In such a time as ours, the need for both peace and justice is compelling.  The need for unity amid diversity is compelling.  The need for common purpose and mutual respect among different cultures, nations and ideological perspectives is compelling.

In this time of both great stress and great opportunity, I believe God has a special mission for this community of Christians called the Anglican Communion, for which we pray each week.

Let me quote from this brochure:  “There are over 70 million members of the Anglican family in 38 self-governing Member Churches or Provinces in more than 160 countries…Anglican/Episcopal Churches uphold and proclaim the Catholic and Apostolic faith, based on the Scriptures, interpreted in the light of tradition, scholarship and reason.”

Native-born Americans like me are used to thinking of America as the most prominent, if not dominant, members of any group of which it is a member.  It is important for us to know that only about 3% of Anglicans world-wide are members of the Episcopal Church – about 2.4 million out of over 70 million – and 122,000 of the members of the Episcopal Church do not live in the 50 states and the District of Columbia, but in Haiti, Honduras, the Virgin Islands, Puerto Rico, Dominica, Europe, Ecuador, Colombia and Venezuela.

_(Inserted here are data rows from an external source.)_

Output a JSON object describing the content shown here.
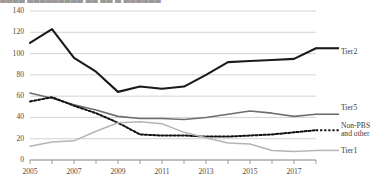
{
  "title_fragment": "█▄█▄  ▄█▄█▄█▄█▄ ▄█ ▄█ ▄ ▄█▄█▄█",
  "axes": {
    "y_ticks": [
      "0",
      "20",
      "40",
      "60",
      "80",
      "100",
      "120",
      "140"
    ],
    "x_ticks": [
      "2005",
      "2007",
      "2009",
      "2011",
      "2013",
      "2015",
      "2017"
    ]
  },
  "series_labels": {
    "tier2": "Tier2",
    "tier5": "Tier5",
    "nonpbs_line1": "Non-PBS",
    "nonpbs_line2": "and other",
    "tier1": "Tier1"
  },
  "colors": {
    "tier2": "#1a1a1a",
    "tier5": "#6e6e6e",
    "nonpbs": "#111111",
    "tier1": "#b5b5b5",
    "gridline": "#c8c8c8",
    "axis": "#8c8c8c",
    "text": "#3b3b3b"
  },
  "chart_data": {
    "type": "line",
    "title": "",
    "xlabel": "",
    "ylabel": "",
    "ylim": [
      0,
      140
    ],
    "ytick_step": 20,
    "grid": true,
    "legend_position": "right-inline-labels",
    "x": [
      2005,
      2006,
      2007,
      2008,
      2009,
      2010,
      2011,
      2012,
      2013,
      2014,
      2015,
      2016,
      2017,
      2018
    ],
    "x_tick_labels": [
      "2005",
      "",
      "2007",
      "",
      "2009",
      "",
      "2011",
      "",
      "2013",
      "",
      "2015",
      "",
      "2017",
      ""
    ],
    "series": [
      {
        "name": "Tier2",
        "style": "solid-thick",
        "color": "#1a1a1a",
        "values": [
          110,
          123,
          96,
          83,
          64,
          69,
          67,
          69,
          80,
          92,
          93,
          94,
          95,
          105
        ]
      },
      {
        "name": "Tier5",
        "style": "solid-medium",
        "color": "#6e6e6e",
        "values": [
          63,
          58,
          52,
          47,
          41,
          39,
          39,
          38,
          40,
          43,
          46,
          44,
          41,
          43
        ]
      },
      {
        "name": "Non-PBS and other",
        "style": "dotted",
        "color": "#111111",
        "values": [
          55,
          59,
          51,
          44,
          35,
          24,
          23,
          23,
          22,
          22,
          23,
          24,
          26,
          28
        ]
      },
      {
        "name": "Tier1",
        "style": "solid-light",
        "color": "#b5b5b5",
        "values": [
          13,
          17,
          18,
          27,
          35,
          36,
          34,
          26,
          21,
          16,
          15,
          9,
          8,
          9
        ]
      }
    ]
  }
}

On paper, England has more Anglicans – 26 million – than any other country, but honestly, a lot of them don’t actually show up in church very much.  Nigeria has 17.5 million Anglicans and Uganda has 8 million; Australia is fourth with just under 4 million, followed by Kenya with 2.5 million.  Right behind the U.S. in the number of Anglicans come the Sudan, the Province of Southern Africa and the Church of South India.  To put it another way, there are about as many Episcopalians in The Diocese of New Jersey (from Elizabeth to Cape May) as there are in Sri Lanka or Myanmar – about 50,000.

The time has long passed that the Anglican Communion could be derided as “the spiritual embodiment of the British Empire.”  As colonialism has gone into retreat, evangelism has advanced, and Anglican Churches have grown most and fastest in post-colonial situations in Africa, where strong, varied, indigenous voices of Anglicans are prominent.  “Retired” Archbishop of South Africa, Desmond Tutu, is the most famous, but far from the only such voice.

We have Anglican voices from around the world in our liturgy this morning, which is drawn from Anglican Prayer Books from Kenya, the West Indies, Ghana, England, New Zealand, Australia, South Africa, the U.S.A. and Guyana.  We learn the distinct voices from the varied contexts and cultures which shape people’s spiritualities, and we also learn how much we have in common in Christ.  We learn to have respect for varied voices, to commit ourselves to truly listening to each other and to others, and to find common purposes as we serve God around the world and right here as part of this wonderfully diverse Episcopal/Anglican parish church of people who were born in 27 different nations.

We are all one in Christ Jesus our Lord.  May we, like Elisha, reach out with the news of God’s healing love to unexpected people in unexpected ways.  May we, like the Israelite slave girl and the healed leper, speak boldly of God’s wondrous love.  May we be a force for justice, peace and joy in a world which needs all three so much, to the glory of God.